The Boden site is studded with flamboyant Britishisms. They call sweaters jumpers, a word that hasn’t been uttered on these shores since the film About a Boy. There are references to honour, sackings (for firings), offers (for sales), a call centre (in Pittston PA), and a range (what Americans would call a line). Logical punctuation is employed, and anyone with a question is instructed to call (why not ring?) a customer care representative on 1-866-206-9508 (needless to say, an American phone number).

Boden, could you be any more precious?

“Ae” spelling

I was tempted to categorize this as a “Faux NOOB” because the ae combination in such forms as orthopaedics, paediatrics and archaeology derive from ancient Greek and aren’t specifically British. But until a recent pronounced uptick, they have traditionally been found much more commonly in Britain than in the U.S. Thus I feel they represent a proper NOOB.

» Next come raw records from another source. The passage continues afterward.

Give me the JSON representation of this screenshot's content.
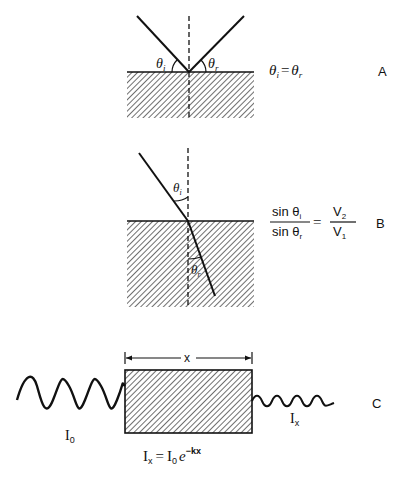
{
  "panels": [
    {
      "id": "A",
      "label": "A",
      "title": "Reflection",
      "angle_labels": {
        "incident": "θ",
        "incident_sub": "i",
        "reflected": "θ",
        "reflected_sub": "r"
      },
      "equation": {
        "lhs": "θ",
        "lhs_sub": "i",
        "eq": "=",
        "rhs": "θ",
        "rhs_sub": "r"
      }
    },
    {
      "id": "B",
      "label": "B",
      "title": "Refraction",
      "angle_labels": {
        "incident": "θ",
        "incident_sub": "i",
        "refracted": "θ",
        "refracted_sub": "r"
      },
      "equation": {
        "num": "sin θ",
        "num_sub": "i",
        "den": "sin θ",
        "den_sub": "r",
        "eq": "=",
        "rnum": "V",
        "rnum_sub": "2",
        "rden": "V",
        "rden_sub": "1"
      }
    },
    {
      "id": "C",
      "label": "C",
      "title": "Attenuation",
      "thickness_label": "x",
      "input_label": "I",
      "input_sub": "0",
      "output_label": "I",
      "output_sub": "x",
      "equation": {
        "lhs": "I",
        "lhs_sub": "x",
        "eq": "=",
        "rhs": "I",
        "rhs_sub": "0",
        "base": "e",
        "exp": "−kx"
      }
    }
  ],
  "colors": {
    "ink": "#111111",
    "background": "#ffffff"
  }
}
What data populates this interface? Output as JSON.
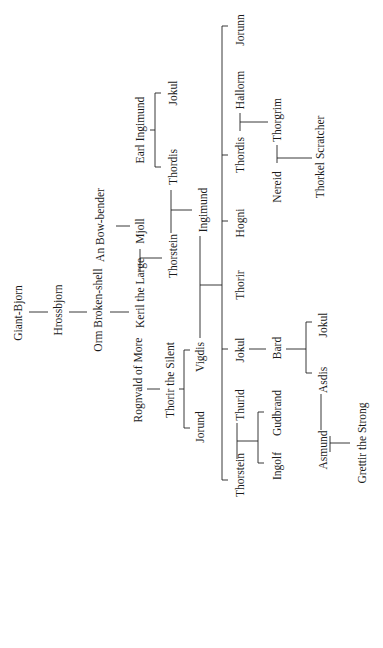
{
  "orientation": "rotated -90 degrees",
  "people": [
    {
      "id": "giant-bjorn",
      "name": "Giant-Bjorn",
      "x": 18,
      "y": 313
    },
    {
      "id": "hrossbjorn",
      "name": "Hrossbjorn",
      "x": 58,
      "y": 310
    },
    {
      "id": "orm-broken-shell",
      "name": "Orm Broken-shell",
      "x": 98,
      "y": 310
    },
    {
      "id": "an-bow-bender",
      "name": "An Bow-bender",
      "x": 100,
      "y": 225
    },
    {
      "id": "keril-the-large",
      "name": "Keril the Large",
      "x": 140,
      "y": 293
    },
    {
      "id": "mjoll",
      "name": "Mjoll",
      "x": 140,
      "y": 231
    },
    {
      "id": "earl-ingimund",
      "name": "Earl Ingimund",
      "x": 140,
      "y": 130
    },
    {
      "id": "jokul-earl",
      "name": "Jokul",
      "x": 173,
      "y": 93
    },
    {
      "id": "thordis-earl",
      "name": "Thordis",
      "x": 173,
      "y": 167
    },
    {
      "id": "thorstein-keril",
      "name": "Thorstein",
      "x": 173,
      "y": 256
    },
    {
      "id": "ingimund",
      "name": "Ingimund",
      "x": 203,
      "y": 210
    },
    {
      "id": "rognvald-of-more",
      "name": "Rognvald of More",
      "x": 138,
      "y": 380
    },
    {
      "id": "thorir-the-silent",
      "name": "Thorir the Silent",
      "x": 170,
      "y": 380
    },
    {
      "id": "vigdis",
      "name": "Vigdis",
      "x": 200,
      "y": 357
    },
    {
      "id": "jorund",
      "name": "Jorund",
      "x": 200,
      "y": 427
    },
    {
      "id": "jorunn",
      "name": "Jorunn",
      "x": 240,
      "y": 30
    },
    {
      "id": "hallorm",
      "name": "Hallorm",
      "x": 240,
      "y": 90
    },
    {
      "id": "thordis",
      "name": "Thordis",
      "x": 240,
      "y": 155
    },
    {
      "id": "hogni",
      "name": "Hogni",
      "x": 240,
      "y": 223
    },
    {
      "id": "thorir",
      "name": "Thorir",
      "x": 240,
      "y": 285
    },
    {
      "id": "jokul",
      "name": "Jokul",
      "x": 240,
      "y": 350
    },
    {
      "id": "thurid",
      "name": "Thurid",
      "x": 240,
      "y": 405
    },
    {
      "id": "thorstein",
      "name": "Thorstein",
      "x": 240,
      "y": 475
    },
    {
      "id": "thorgrim",
      "name": "Thorgrim",
      "x": 277,
      "y": 120
    },
    {
      "id": "nereid",
      "name": "Nereid",
      "x": 277,
      "y": 187
    },
    {
      "id": "bard",
      "name": "Bard",
      "x": 277,
      "y": 348
    },
    {
      "id": "gudbrand",
      "name": "Gudbrand",
      "x": 277,
      "y": 413
    },
    {
      "id": "ingolf",
      "name": "Ingolf",
      "x": 277,
      "y": 466
    },
    {
      "id": "thorkel-scratcher",
      "name": "Thorkel Scratcher",
      "x": 320,
      "y": 157
    },
    {
      "id": "jokul-bard",
      "name": "Jokul",
      "x": 323,
      "y": 325
    },
    {
      "id": "asdis",
      "name": "Asdis",
      "x": 323,
      "y": 380
    },
    {
      "id": "asmund",
      "name": "Asmund",
      "x": 323,
      "y": 450
    },
    {
      "id": "grettir-the-strong",
      "name": "Grettir the Strong",
      "x": 362,
      "y": 443
    }
  ],
  "lines": [
    [
      29,
      312,
      47,
      312
    ],
    [
      69,
      312,
      87,
      312
    ],
    [
      109,
      312,
      129,
      312
    ],
    [
      117,
      220,
      117,
      232
    ],
    [
      140,
      248,
      140,
      272
    ],
    [
      140,
      250,
      140,
      250
    ],
    [
      140,
      258,
      162,
      258
    ],
    [
      140,
      248,
      140,
      270
    ],
    [
      155,
      165,
      155,
      130
    ],
    [
      155,
      130,
      155,
      98
    ],
    [
      155,
      98,
      160,
      98
    ],
    [
      155,
      165,
      160,
      165
    ],
    [
      150,
      130,
      155,
      130
    ],
    [
      170,
      190,
      170,
      194
    ],
    [
      170,
      210,
      192,
      210
    ],
    [
      171,
      195,
      171,
      225
    ],
    [
      200,
      235,
      200,
      337
    ],
    [
      200,
      285,
      230,
      285
    ],
    [
      148,
      389,
      160,
      389
    ],
    [
      180,
      389,
      184,
      389
    ],
    [
      184,
      350,
      184,
      428
    ],
    [
      184,
      350,
      190,
      350
    ],
    [
      184,
      428,
      190,
      428
    ],
    [
      222,
      26,
      222,
      480
    ],
    [
      222,
      26,
      228,
      26
    ],
    [
      222,
      155,
      228,
      155
    ],
    [
      222,
      223,
      228,
      223
    ],
    [
      222,
      285,
      228,
      285
    ],
    [
      222,
      350,
      228,
      350
    ],
    [
      222,
      480,
      228,
      480
    ],
    [
      240,
      118,
      240,
      110
    ],
    [
      239,
      122,
      268,
      122
    ],
    [
      275,
      157,
      275,
      160
    ],
    [
      275,
      158,
      312,
      158
    ],
    [
      248,
      348,
      262,
      348
    ],
    [
      284,
      348,
      306,
      348
    ],
    [
      306,
      318,
      306,
      372
    ],
    [
      306,
      318,
      312,
      318
    ],
    [
      306,
      372,
      312,
      372
    ],
    [
      236,
      425,
      258,
      425
    ],
    [
      258,
      412,
      258,
      462
    ],
    [
      258,
      412,
      264,
      412
    ],
    [
      258,
      462,
      264,
      462
    ],
    [
      323,
      393,
      323,
      428
    ],
    [
      330,
      443,
      350,
      443
    ]
  ]
}
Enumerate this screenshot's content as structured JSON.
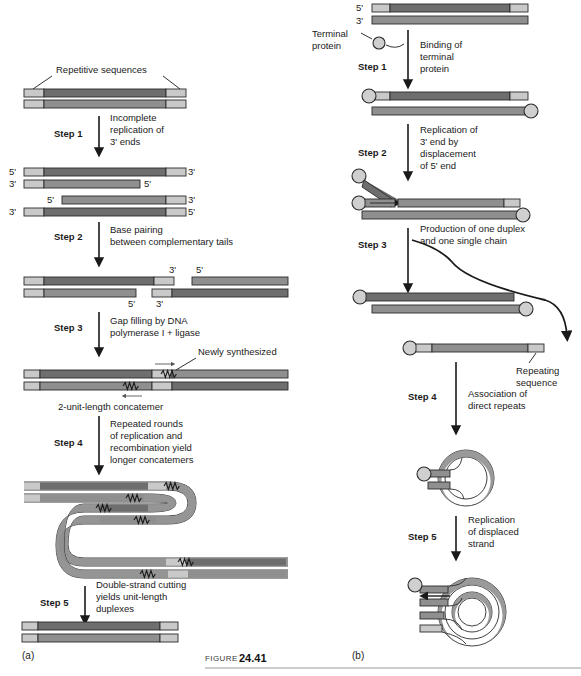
{
  "figure": {
    "caption_word": "FIGURE",
    "caption_number": "24.41",
    "panel_a_label": "(a)",
    "panel_b_label": "(b)"
  },
  "colors": {
    "dark_strand": "#6e6e6e",
    "mid_strand": "#8f8f8f",
    "light_repeat": "#c9c9c9",
    "outline": "#2b2b2b",
    "protein_fill": "#cfcfcf",
    "text": "#1a1a1a",
    "background": "#ffffff"
  },
  "panel_a": {
    "label": "(a)",
    "top_annotation": "Repetitive sequences",
    "steps": [
      {
        "name": "Step 1",
        "description": "Incomplete\nreplication of\n3' ends",
        "lines": [
          "Incomplete",
          "replication of",
          "3' ends"
        ]
      },
      {
        "name": "Step 2",
        "description": "Base pairing\nbetween complementary tails",
        "lines": [
          "Base pairing",
          "between complementary tails"
        ]
      },
      {
        "name": "Step 3",
        "description": "Gap filling by DNA\npolymerase I + ligase",
        "lines": [
          "Gap filling by DNA",
          "polymerase I + ligase"
        ]
      },
      {
        "name": "Step 4",
        "description": "Repeated rounds\nof replication and\nrecombination yield\nlonger concatemers",
        "lines": [
          "Repeated rounds",
          "of replication and",
          "recombination yield",
          "longer concatemers"
        ]
      },
      {
        "name": "Step 5",
        "description": "Double-strand cutting\nyields unit-length\nduplexes",
        "lines": [
          "Double-strand cutting",
          "yields unit-length",
          "duplexes"
        ]
      }
    ],
    "annotations": [
      {
        "name": "newly-synthesized",
        "text": "Newly synthesized"
      },
      {
        "name": "concatemer",
        "text": "2-unit-length concatemer"
      }
    ],
    "end_labels": {
      "five_prime": "5'",
      "three_prime": "3'"
    }
  },
  "panel_b": {
    "label": "(b)",
    "steps": [
      {
        "name": "Step 1",
        "description": "Binding of\nterminal protein",
        "lines": [
          "Binding of",
          "terminal",
          "protein"
        ]
      },
      {
        "name": "Step 2",
        "description": "Replication of 3' end by displacement of 5' end",
        "lines": [
          "Replication of",
          "3' end by",
          "displacement",
          "of 5' end"
        ]
      },
      {
        "name": "Step 3",
        "description": "Production of one duplex and one single chain",
        "lines": [
          "Production of one duplex",
          "and one single chain"
        ]
      },
      {
        "name": "Step 4",
        "description": "Association of direct repeats",
        "lines": [
          "Association of",
          "direct repeats"
        ]
      },
      {
        "name": "Step 5",
        "description": "Replication of displaced strand",
        "lines": [
          "Replication",
          "of displaced",
          "strand"
        ]
      }
    ],
    "annotations": [
      {
        "name": "terminal-protein",
        "lines": [
          "Terminal",
          "protein"
        ]
      },
      {
        "name": "repeating-sequence",
        "lines": [
          "Repeating",
          "sequence"
        ]
      }
    ],
    "end_labels": {
      "five_prime": "5'",
      "three_prime": "3'"
    }
  }
}
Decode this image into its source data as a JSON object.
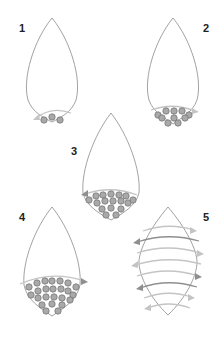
{
  "diagram": {
    "steps": [
      {
        "label": "1",
        "description": "Start: 3 beads at the tip, thread passes right to left"
      },
      {
        "label": "2",
        "description": "Second row: 4 beads added, thread passes left to right"
      },
      {
        "label": "3",
        "description": "Third row: 5 beads added, thread passes right to left"
      },
      {
        "label": "4",
        "description": "Fourth row: 6 beads added, thread passes left to right"
      },
      {
        "label": "5",
        "description": "Continue weaving back and forth across the full leaf shape"
      }
    ],
    "colors": {
      "outline": "#8a8a8a",
      "bead_fill": "#a9a9a9",
      "bead_stroke": "#6e6e6e",
      "thread_light": "#c4c4c4",
      "thread_dark": "#8f8f8f",
      "label": "#222222",
      "background": "#ffffff"
    }
  }
}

I do, however, enthusiastically put them in a new category I’ve just created: “Commerce.” That’s because no one (or no American) on his or her own would think to write paediatrician rather than pediatrician. Rather, the ae form in this word and in orthopaedic appears on every billboard and print advertisement I see these days because some ad-person thought they sounded classy, official and vaguely British. (Remind me to retroactively put bespoke and stockist in this category as well.)

A special case is encyclopaedia. According to the OED, that spelling would have become “obsolete” in the late 19th century were it not used by the “Encyclopaedia Britannica” and other reference works. “Britannica,” of course, not only uses the a and e but famously connects them in a fused character called a ligature. Interestingly, while ae is still very much of the operation’s trade name, there appears to be some movement toward losing the a, as in this Google search result:

The only person who pronounces the ae in encyclopaedia is Ted on the sitcom “How I Met Your Mother.” He’s routinely ragged for this by his friends, including Robin, who in one “intervention” tells him:

Dear Ted: It’s “encyclopedia,” not “encyclopaedia.” You always pronounce things in the most pretentious way possible, and it makes you sound douchy, and not “douchay.”